The calculated result is mathematically correct.
The code does not sample whole circles, and the deviation from mean
is almost entirely due to the final fractional circle. The deviation is a mathematical property of the sequence, not an artifact of floating-point arithmetic.
With lambda
= 3,005, the summation samples 3,005 points distributed around the circle. These points are repeated as the iterations go on. With nIterations
= 1,000,000, the first 2,340 points are sampled ⌈1,000,000 / 3,005⌉ = 333 times, and the remaining 665 points are sampled 332 times. Given this, it is unsurprising the mean of the samples differs from the mean of complete circles. The magnitude of the differences, about 10−3, is proportional for the number of whole circles completed.
We can verify the errors of floating-point arithmetic are slight by setting nIterations
to an integer multiple of lambda
. Mathematically, this would produce a sequence with mean 5 (from the mean
parameter), so any deviation from 5 is due to imperfect arithmetic. With nIterations
set to lambda
(3,005), I get a final mean
of 5.00000000000000710542735760100185871124267578125 (using code from the question reimplemented in C). With nIterations
set to 1000•lambda
(3,005,000), I get a final mean
of 5.0000000000002788880237858393229544162750244140625.
In the latter cases of nIterations
, we see tiny differences that are due to errors in floating-point arithmetic. With the original nIterations
, the differences is almost entirely due to the incomplete final circle. The difference is mathematically real, not an artifact of floating-point arithmetic.
Note that the code at the Go playground link differs from the code in the question. It prints the final result using an extra mean(gen())
evaluation, so it effectively performs nIterations
+1 iterations.

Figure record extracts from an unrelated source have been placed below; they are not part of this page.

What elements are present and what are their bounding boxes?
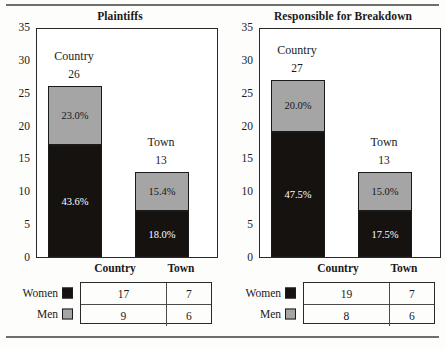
bar-total-label: 13 [378,154,390,166]
y-axis-ticks: 05101520253035 [223,28,257,258]
legend-row-label-men: Men [0,308,58,320]
bar-total-label: 27 [291,62,303,74]
y-axis-tick-label: 5 [24,219,30,231]
legend-column-header-town: Town [373,262,435,280]
y-axis-tick-label: 30 [19,55,31,67]
table-cell: 9 [81,305,166,327]
y-axis-tick-label: 25 [19,88,31,100]
bar-segment-women: 43.6% [48,145,102,257]
data-table: 19 7 8 6 [303,282,435,324]
bar-segment-men: 23.0% [48,86,102,145]
table-cell: 6 [166,305,211,327]
y-axis-ticks: 05101520253035 [0,28,34,258]
table-cell: 7 [166,283,211,305]
y-axis-tick-label: 15 [242,154,254,166]
legend-table: Country Town Women Men 19 7 8 6 [223,262,445,328]
y-axis-tick-label: 20 [242,121,254,133]
stacked-bar-town: 17.5%15.0% [358,172,412,257]
chart-panel-responsible-for-breakdown: Responsible for Breakdown 05101520253035… [223,0,445,336]
table-cell: 8 [304,305,389,327]
chart-title: Plaintiffs [20,10,220,22]
y-axis-tick-label: 10 [19,187,31,199]
table-cell: 7 [389,283,434,305]
men-swatch-icon [62,309,73,320]
stacked-bar-country: 43.6%23.0% [48,86,102,257]
y-axis-tick-label: 30 [242,55,254,67]
bar-segment-women: 47.5% [271,132,325,257]
plot-area: 47.5%20.0%17.5%15.0% [259,28,441,258]
y-axis-tick-label: 5 [247,219,253,231]
y-axis-tick-label: 10 [242,187,254,199]
bar-total-label: 13 [155,154,167,166]
men-swatch-icon [285,309,296,320]
figure-root: Plaintiffs 05101520253035 43.6%23.0%18.0… [0,0,445,349]
bar-segment-men: 15.0% [358,172,412,211]
table-cell: 19 [304,283,389,305]
chart-panel-plaintiffs: Plaintiffs 05101520253035 43.6%23.0%18.0… [0,0,222,336]
legend-row-label-men: Men [223,308,281,320]
bar-group-label: Town [147,135,174,150]
chart-title: Responsible for Breakdown [243,10,443,22]
bar-group-label: Country [54,49,93,64]
y-axis-tick-label: 15 [19,154,31,166]
y-axis-tick-label: 20 [19,121,31,133]
bar-segment-men: 20.0% [271,80,325,133]
y-axis-tick-label: 25 [242,88,254,100]
bar-segment-men: 15.4% [135,172,189,211]
table-cell: 6 [389,305,434,327]
table-row: 17 7 [81,283,211,305]
legend-table: Country Town Women Men 17 7 9 6 [0,262,222,328]
bar-group-label: Town [370,135,397,150]
bottom-rule [6,336,439,338]
data-table: 17 7 9 6 [80,282,212,324]
table-row: 8 6 [304,305,434,327]
legend-row-label-women: Women [223,287,281,299]
stacked-bar-town: 18.0%15.4% [135,172,189,257]
legend-row-label-women: Women [0,287,58,299]
bar-segment-women: 18.0% [135,211,189,257]
legend-column-header-town: Town [150,262,212,280]
table-cell: 17 [81,283,166,305]
legend-column-header-country: Country [303,262,373,280]
bar-group-label: Country [277,43,316,58]
women-swatch-icon [62,288,73,299]
women-swatch-icon [285,288,296,299]
table-row: 9 6 [81,305,211,327]
y-axis-tick-label: 35 [19,22,31,34]
stacked-bar-country: 47.5%20.0% [271,80,325,257]
table-row: 19 7 [304,283,434,305]
bar-segment-women: 17.5% [358,211,412,257]
legend-column-header-country: Country [80,262,150,280]
bar-total-label: 26 [68,68,80,80]
y-axis-tick-label: 35 [242,22,254,34]
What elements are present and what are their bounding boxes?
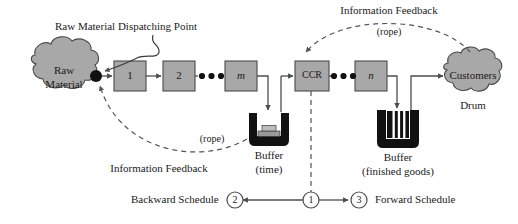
workstation-label-m: m [237, 70, 245, 81]
raw-material-label-line2: Material [45, 79, 82, 90]
workstation-label-2: 2 [176, 70, 182, 81]
backward-schedule-label: Backward Schedule [131, 194, 219, 205]
raw-material-label-line1: Raw [54, 65, 74, 76]
rope-bottom-label: (rope) [200, 134, 224, 144]
marker-one-label: 1 [309, 195, 314, 205]
time-buffer-icon [249, 113, 289, 146]
information-feedback-top-label: Information Feedback [340, 5, 437, 16]
raw-material-dispatching-point [90, 70, 102, 82]
workstation-label-ccr: CCR [302, 70, 322, 80]
raw-material-dispatching-point-label: Raw Material Dispatching Point [55, 21, 197, 32]
n-to-buffer-path [387, 76, 397, 108]
information-feedback-rope-bottom [100, 86, 247, 152]
m-to-buffer-path [257, 76, 268, 110]
workstation-label-1: 1 [127, 70, 133, 81]
drum-label: Drum [460, 100, 486, 111]
buffer-to-customers-path [411, 76, 443, 112]
forward-schedule-label: Forward Schedule [375, 194, 455, 205]
finished-goods-buffer-icon [377, 110, 419, 148]
ellipsis-dots-left [199, 73, 224, 79]
marker-three-label: 3 [357, 195, 362, 205]
finished-goods-buffer-label-line2: (finished goods) [362, 166, 434, 177]
time-buffer-label-line2: (time) [256, 164, 283, 175]
figure-canvas: Raw Material Dispatching Point Informati… [0, 0, 518, 224]
customers-label: Customers [449, 70, 496, 81]
workstation-label-n: n [368, 70, 374, 81]
information-feedback-bottom-label: Information Feedback [110, 163, 207, 174]
rope-top-label: (rope) [377, 27, 401, 37]
diagram-svg [0, 0, 518, 224]
finished-goods-buffer-label-line1: Buffer [384, 152, 413, 163]
ellipsis-dots-right [331, 73, 356, 79]
time-buffer-label-line1: Buffer [255, 150, 284, 161]
marker-two-label: 2 [233, 195, 238, 205]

To reproduce the whole-circle results, set nIterations
to one less than the desired multiple, such as 3,004 or 3,004,999 instead of 3,005 or 3,005,000.
(Bonus note: the 3,005-iteration result is eight ULP from 5, and the 3,005,000-iteration result is 314 ULP from five.)
Finding the desired mean.
Per additional request from OP, here is code (in C) that finds the mean.
#include <math.h>
static double f(void)
{
static const double π = 0x3.243f6a8885a308d313198a2e03707344ap0;
static const double
λ = 3005,
a = 2,
µ = 5,
ω = 2 * π / λ;
static double t = 1234.5678;
return a*cos(ω * t++) + µ;
}
#include <stdio.h>
/* Given a function f that returns a*cos(ω*t)+µ for unknown constants a, ω,
and µ and a t that starts with an unknown value and increments by one in
each call, calculate µ.
We do this by finding extrema in the function to estimate its period then
sampling points equally spaced around the cycle and applying an algebraic
solution from Maple. (Judging from the simplicity of the solution, I
expect it comes from simple trigonometric properties, but I do not know its
derivation.) Maple was asked to solve:
a*cos(w*(t+0))+u = t1,
a*cos(w*(t+1))+u = t2,
a*cos(w*(t+2))+u = t3, and
a*cos(w*(t+3))+u = t4,
for u, a, w, and t. Since w is an unknown constant, the scale of 0, 1, 2,
and 3 are irrelevant to the solution for u, so it will work for any equally
spaced points in the series produced by the function (barring issues such
as all the points having the same phase so they represent only one point in
the cycle instead of four). Since t is unknown, it will work for any
starting point.
Note that if the wavelength, λ (see sample f above), is an even integer, we
can simply average the two extremes to find the mean. However, λ is
unknown, and the solution below is general.
Mathematically, adjacent samples would suffice. However, testing showed
artifacts due to floating-point precision. So spacing that is a
substantial portion of the period is used. I have not analyzed the
numerical behavior in this situation.
*/
int main(void)
{
// Look for some change in the function.
double t0 = f(), t1;
for (int i = 0; i < 100; ++i)
{
t1 = f();
if (t0 != t1)
break;
}
if (t0 == t1)
printf("Function appears to be constant, mean is %.99g\n", t0);
else
{
// Find first change of direction and then distance to second change.
int count = 0;
if (t0 < t1)
{
do { t0 = t1; t1 = f(); } while (t0 <= t1);
do { ++count; t0 = t1; t1 = f(); } while (t0 >= t1);
}
else
{
do { t0 = t1; t1 = f(); } while (t0 >= t1);
do { ++count; t0 = t1; t1 = f(); } while (t0 <= t1);
}
// Sample function at roughly quarter-circle spacings.
count /= 2;
if (count < 1) count = 1;
for (int i = 1; i < count; ++i) f();
double t2 = f();
for (int i = 1; i < count; ++i) f();
double t3 = f();
for (int i = 1; i < count; ++i) f();
double t4 = f();
// Apply solution from Maple.
printf("u = %.99g.\n",
(t3*t3 + t3*t1 - t2*t2 - t2*t4) / (t1 + 3*t3 - 3*t2 - t4));
}
}
Sample output:
u = 4.99999999999999733546474089962430298328399658203125.